Chökyi Nyima says - Having perfected "one taste" through the levels of the lesser, medium and higher stages, the fourth yoga is nonmeditation. This is the point at which every type of conviction and the fixing of the attention on something completely dissolves. All convictions and habitual tendencies have dissolved and are left behind. One has captured the dharmakaya throne of nonmeditation.
In the beginning one needs to be convinced about how reality is: one needs to have confidence in the view. Ultimately, however, any form of conviction is still a subtle obscuration, still a hindrance. At the final stage of nonmeditation, all types of habitual tendencies and convictions need to be dissolved, left behind. There is nothing more to cultivate, nothing more to reach. One has arrived at the end of the path. All that needs to be purified has been purified. Karma, disturbing emotions and the habitual tendencies have all been cleared up, so that nothing is left.

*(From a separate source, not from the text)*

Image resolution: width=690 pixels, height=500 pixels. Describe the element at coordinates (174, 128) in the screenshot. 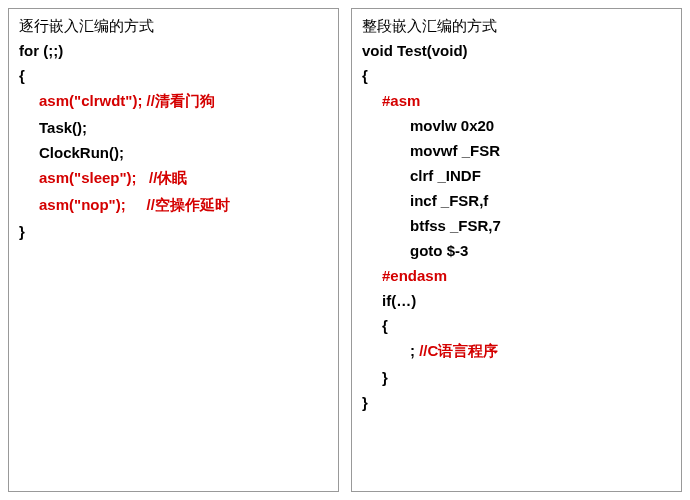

The path is necessary as long as we have not arrived. The moment we arrive, however, the need for the road to get there has fallen away. As long as we are not at our destination, then it is also necessary to have the concept of path in order to get there. But once the destination has been reached, once whatever needs to be cultivated has been cultivated and whatever needs to be abandoned has been left behind, the whole need for path is over. That is what is meant by nonmeditation, literally non-cultivation. This is the dharmakaya [the formless body of ultimate reality, one of the three bodies (kayas) of Buddha] throne of nonmeditation. In Dzogchen, the exhaustion of all concepts and phenomena is the ultimate level of experience. This is the state of complete enlightenment. Both these levels of realization are equal to that of all buddhas.
At this point, for oneself, there is exclusively pure experience. At the same time, other beings are still perceived, along with their impure, deluded experiences.
In the beginning one needs to be convinced about how reality is: one needs to have confidence in the view. Ultimately, however, any form of conviction is still a subtle obscuration, still a hindrance. At the final stage of nonmeditation, all types of habitual tendencies and convictions need to be dissolved, left behind. There is nothing more to cultivate, nothing more to reach. One has arrived at the end of the path. All that needs to be purified has been purified. Karma, disturbing emotions and the habitual tendencies have all been cleared up, so that nothing is left.
The path is necessary as long as we have not arrived. The moment we arrive, however, the need for the road to get there has fallen away. As long as we are not at our destination, then it is also necessary to have the concept of path in order to get there. But once the destination has been reached, once whatever needs to be cultivated has been cultivated and whatever needs to be abandoned has been left behind, the whole need for path is over. That is what is meant by nonmeditation, literally non-cultivation. This is the dharmakaya [the formless body of ultimate reality, one of the three bodies (kayas) of Buddha] throne of nonmeditation. In Dzogchen, the exhaustion of all concepts and phenomena is the ultimate level of experience. This is the state of complete enlightenment. Both these levels of realization are equal to that of all buddhas.
At this point, for oneself, there is exclusively pure experience. At the same time, other beings are still perceived, along with their impure, deluded experiences.
Chökyi Nyima Rinpoche is the abbot of Ka-Nying Shedrub Ling monastery in Kathmandu. Eldest son of the late Dzogchen master Tulku Urgyen Rinpoche, he also teaches annually at Rangjung Yeshe Gomde, his retreat center in northern California.
This teaching is excerpted from Present Fresh Wakefulness: A Meditation Manualon Nonconceptual Wisdom, published by Rangjung Yeshe. There is life beyond meditation.